Real life scenario. Women in 70s has late stage dementia, she stops eating and drinking, is hospitalised. On arrival she tests positive for Covid. She’s fully vaccinated. Is in hospital for a week, still not eating and drinking. Tests negative for covid at day 6. Still not eating and drinking. Doctors give her a few days to live and discharge her to specialist care home for palliative. She lives another week.

She is within 28 days of a positive test.

Every doctor dealing with her stated “the covid is not the problem, it’s the dementia”

The vaccine prevented covid worsening her condition. Did it’s job. But she is a covid death, hospitalisation figure etc.[/quote]
She is not reported as a Covid death
She is included within “died within x days of a positive test”, and also can have a number of factors listed on her death certificate

What we should not do is claim that “within x days” means caused by

PurpleDaisies · 09/11/2021 17:41

@pommedeterre

Make sure everyone you know that is eligible for a booster has one.
How do you propose we do that?
hellcatspangle · 10/11/2021 22:43

@TragicRabbit

I wonder if there’s a feeling amongst some of the double jabbed that they’re somehow immune.

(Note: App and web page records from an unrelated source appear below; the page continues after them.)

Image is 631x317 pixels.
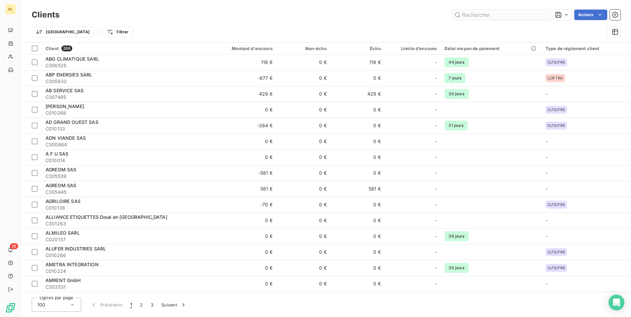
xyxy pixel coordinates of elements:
[46,268,200,275] span: C010224
[46,205,200,211] span: C010138
[46,104,84,109] span: [PERSON_NAME]
[46,78,200,85] span: C305832
[61,46,72,51] span: 266
[276,102,331,118] td: 0 €
[331,244,385,260] td: 0 €
[331,149,385,165] td: 0 €
[444,73,465,83] span: 7 jours
[435,265,437,272] span: -
[46,252,200,259] span: C010266
[547,124,565,128] span: CLTS/FRS
[435,75,437,81] span: -
[46,189,200,196] span: C305445
[204,229,276,244] td: 0 €
[335,46,381,51] div: Échu
[204,54,276,70] td: 118 €
[435,170,437,177] span: -
[204,244,276,260] td: 0 €
[331,229,385,244] td: 0 €
[435,233,437,240] span: -
[435,154,437,161] span: -
[46,183,77,188] span: AGREOM SAS
[331,260,385,276] td: 0 €
[276,229,331,244] td: 0 €
[204,292,276,308] td: 4 078 €
[276,54,331,70] td: 0 €
[435,107,437,113] span: -
[444,121,467,131] span: 31 jours
[276,244,331,260] td: 0 €
[276,213,331,229] td: 0 €
[204,213,276,229] td: 0 €
[102,27,133,37] button: Filtrer
[435,217,437,224] span: -
[37,302,45,308] span: 100
[46,94,200,101] span: C307485
[331,292,385,308] td: 0 €
[32,9,59,21] h3: Clients
[46,284,200,291] span: C303531
[331,165,385,181] td: 0 €
[126,298,136,312] button: 1
[331,54,385,70] td: 118 €
[547,250,565,254] span: CLTS/FRS
[331,276,385,292] td: 0 €
[276,260,331,276] td: 0 €
[276,86,331,102] td: 0 €
[46,88,83,93] span: AB SERVICE SAS
[435,122,437,129] span: -
[276,165,331,181] td: 0 €
[46,119,98,125] span: AD GRAND OUEST SAS
[435,249,437,256] span: -
[276,134,331,149] td: 0 €
[208,46,273,51] div: Montant d'encours
[46,157,200,164] span: C010014
[46,142,200,148] span: C300864
[157,298,191,312] button: Suivant
[46,199,81,204] span: AGRILOIRE SAS
[331,86,385,102] td: 429 €
[331,134,385,149] td: 0 €
[280,46,327,51] div: Non-échu
[547,266,565,270] span: CLTS/FRS
[331,197,385,213] td: 0 €
[46,62,200,69] span: C300525
[46,56,99,62] span: ABG CLIMATIQUE SARL
[46,237,200,243] span: C020137
[547,60,565,64] span: CLTS/FRS
[545,170,547,176] span: -
[32,27,94,37] button: [GEOGRAPHIC_DATA]
[331,70,385,86] td: 0 €
[46,214,167,220] span: ALLIANCE ETIQUETTES Doué en [GEOGRAPHIC_DATA]
[435,186,437,192] span: -
[46,262,99,268] span: AMETRA INTEGRATION
[276,149,331,165] td: 0 €
[444,57,468,67] span: 44 jours
[276,276,331,292] td: 0 €
[435,281,437,287] span: -
[276,197,331,213] td: 0 €
[204,165,276,181] td: -581 €
[46,278,81,283] span: AMRENT GmbH
[46,221,200,227] span: C301263
[545,91,547,97] span: -
[130,302,132,308] span: 1
[545,154,547,160] span: -
[204,181,276,197] td: 581 €
[574,10,607,20] button: Actions
[435,138,437,145] span: -
[545,139,547,144] span: -
[204,197,276,213] td: -70 €
[451,10,550,20] input: Rechercher
[204,149,276,165] td: 0 €
[5,4,16,15] div: RL
[204,134,276,149] td: 0 €
[204,276,276,292] td: 0 €
[204,260,276,276] td: 0 €
[46,72,92,78] span: ABP ENERGIES SARL
[435,59,437,66] span: -
[444,232,468,242] span: 39 jours
[547,203,565,207] span: CLTS/FRS
[435,202,437,208] span: -
[147,298,157,312] button: 3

That and the lax attitude around mask wearing. I’m part of the ONS study for Covid and have had my antibodies checked since the beginning of the summer. Despite being double jabbed my last antibody test came back as negative. So I’m guessing I’m back to square one as far as protection goes. And I can’t be alone in that.
No, that's not how it works. Your body produces antibodies when you have the jab, and they will naturally wane. Your body will still remember how to make those antibodies if it gets infected (I think that's what T cell immunity is)
pommedeterre · 11/11/2021 11:09

Yes not how immunity works. It is just not as simple as we would all like it to be I guess!

So I do the ONS tests too and my September antibodies was negative (after 3/4 months of positives). Then DD had covid - I didn't catch it from her (2 x pcrs and daily LFTs for 15 days says I didn't) but Oct and Nov ONS antibody tests are... positive.

September just a one off? Or did fighting off covid from dd put antibodies back in my blood? Fascinating really.